=== EXERCISE DATA ===
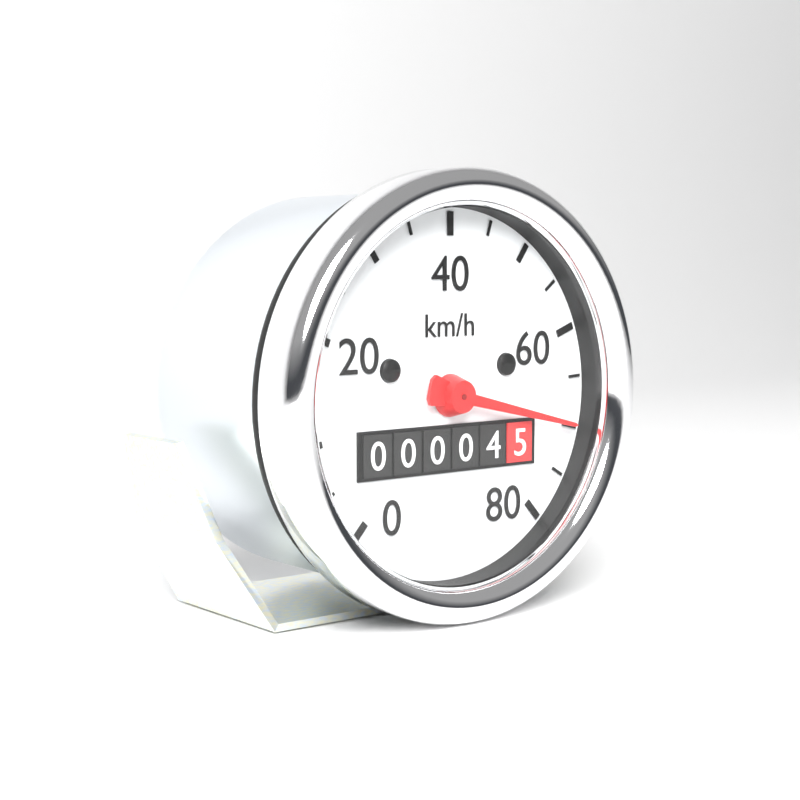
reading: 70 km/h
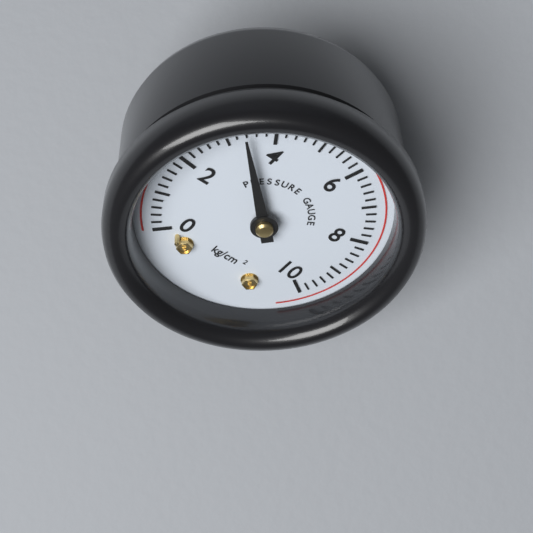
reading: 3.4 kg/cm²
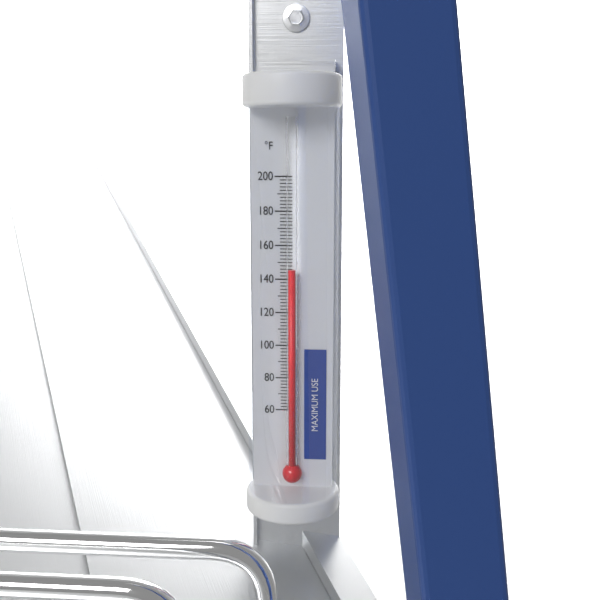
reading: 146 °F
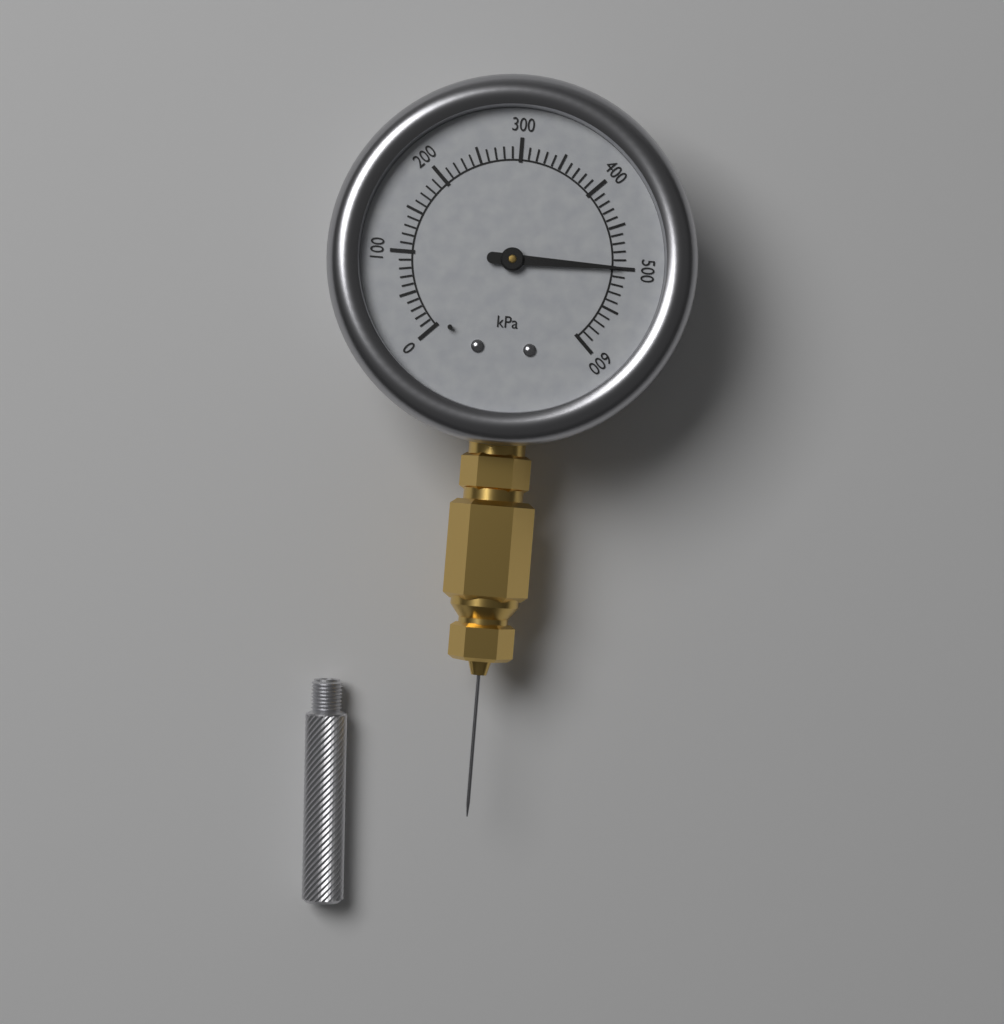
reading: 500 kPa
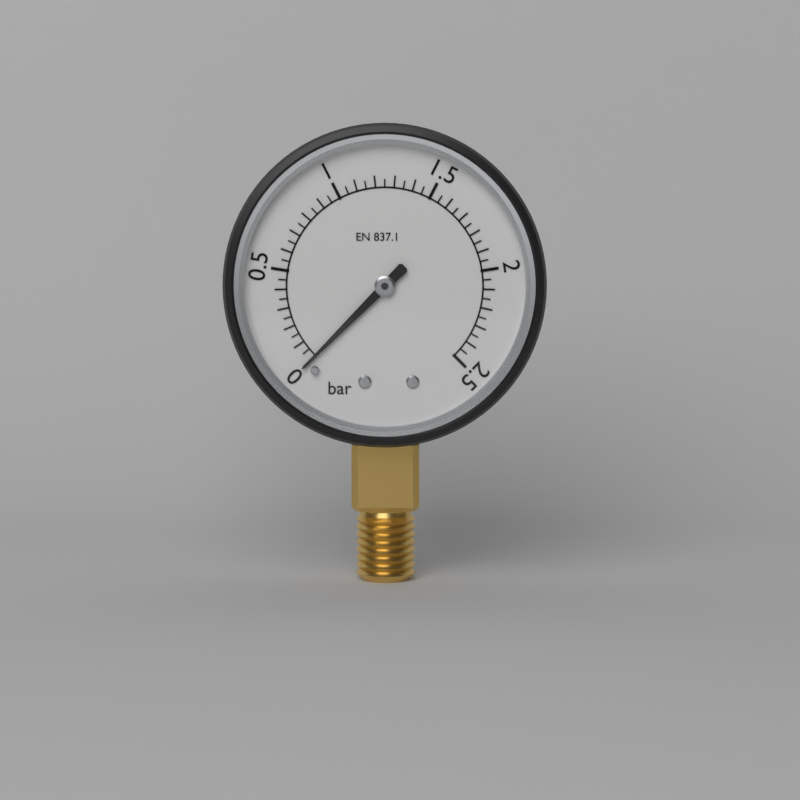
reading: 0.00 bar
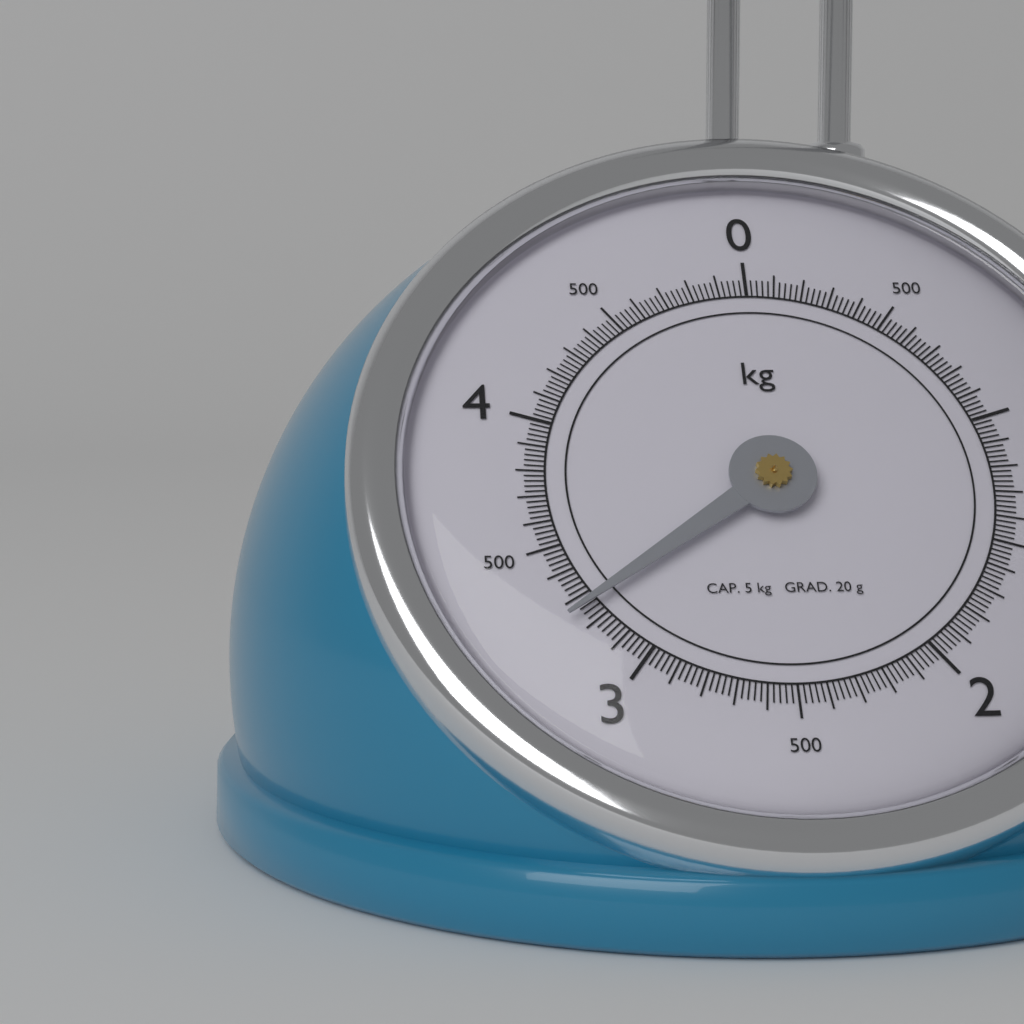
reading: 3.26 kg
===
Quote all of the entries word for word, omitting any pictures.

reading: 70 km/h
reading: 3.4 kg/cm²
reading: 146 °F
reading: 500 kPa
reading: 0.00 bar
reading: 3.26 kg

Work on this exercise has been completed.